The most wonderful thing about this account so far is that Jesus knew the woman’s need and had come here to meet her need. It was no accident that He had to pass through Samaria, and that He went by the route that took Him to Sychar, and that there was a well there, and that He was weary and thirsty, and that food had run out so the disciples went off to buy food which would leave Jesus at the well alone. All of those things were not accidental. It was as the Lord designed. When you came to accept the Lord as your Saviour, and received Him into your life, it was no accident. It was not just some collision with time and place. It was all ordained by God before the foundation of the world. As He sought the woman of Samaria, so the Lord also sought you.

John tends to use Roman time whereas the other three gospels use Jewish time. John says it was the 6th hour, but here he uses Jewish time.
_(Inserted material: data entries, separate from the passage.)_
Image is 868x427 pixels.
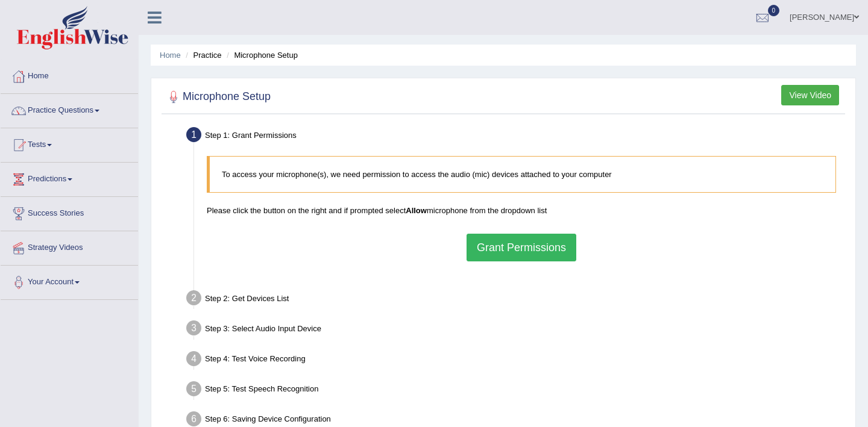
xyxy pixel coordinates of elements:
[182,50,221,61] li: Practice
[1,129,138,159] a: Tests
[181,317,850,343] div: Step 3: Select Audio Input Device
[181,378,850,404] div: Step 5: Test Speech Recognition
[768,5,780,17] span: 0
[224,50,298,61] li: Microphone Setup
[1,197,138,227] a: Success Stories
[160,51,181,60] a: Home
[1,231,138,261] a: Strategy Videos
[181,287,850,313] div: Step 2: Get Devices List
[1,266,138,296] a: Your Account
[164,88,271,106] h2: Microphone Setup
[1,60,138,90] a: Home
[181,123,850,150] div: Step 1: Grant Permissions
[1,163,138,193] a: Predictions
[1,94,138,124] a: Practice Questions
[207,205,836,216] p: Please click the button on the right and if prompted select microphone from the dropdown list
[406,206,426,215] b: Allow
[181,347,850,374] div: Step 4: Test Voice Recording
[222,169,824,180] p: To access your microphone(s), we need permission to access the audio (mic) devices attached to yo...
[781,85,839,106] button: View Video
[467,234,577,261] button: Grant Permissions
That is noon, the hot part of the day, especially if this was in summer. Nothing in God’s word is superfluous, and repetition must be especially noted, but the mention of the sixth hour here is highly significant. No one, if he or she could possibly help it, would walk that distance to the well in the middle of the day. Naturally, we wonder why that woman was at the well at that hour, and in the details which follow, it becomes clear why she was there at that time. When she arrived, Jesus asked for a drink. The request seems almost too abrupt. People these days would want you to say “please” or “may I” or “could I trouble you for a drink?” The Lord’s demand, I think, was really designed to catch her attention, and to focus it on the Lord Jesus Himself.

John 4 v 9 The Samaritan woman therefore said to Him, “How is it that You, being a Jew, ask me for a drink since I am a Samaritan woman?” (For Jews have no dealings with Samaritans.)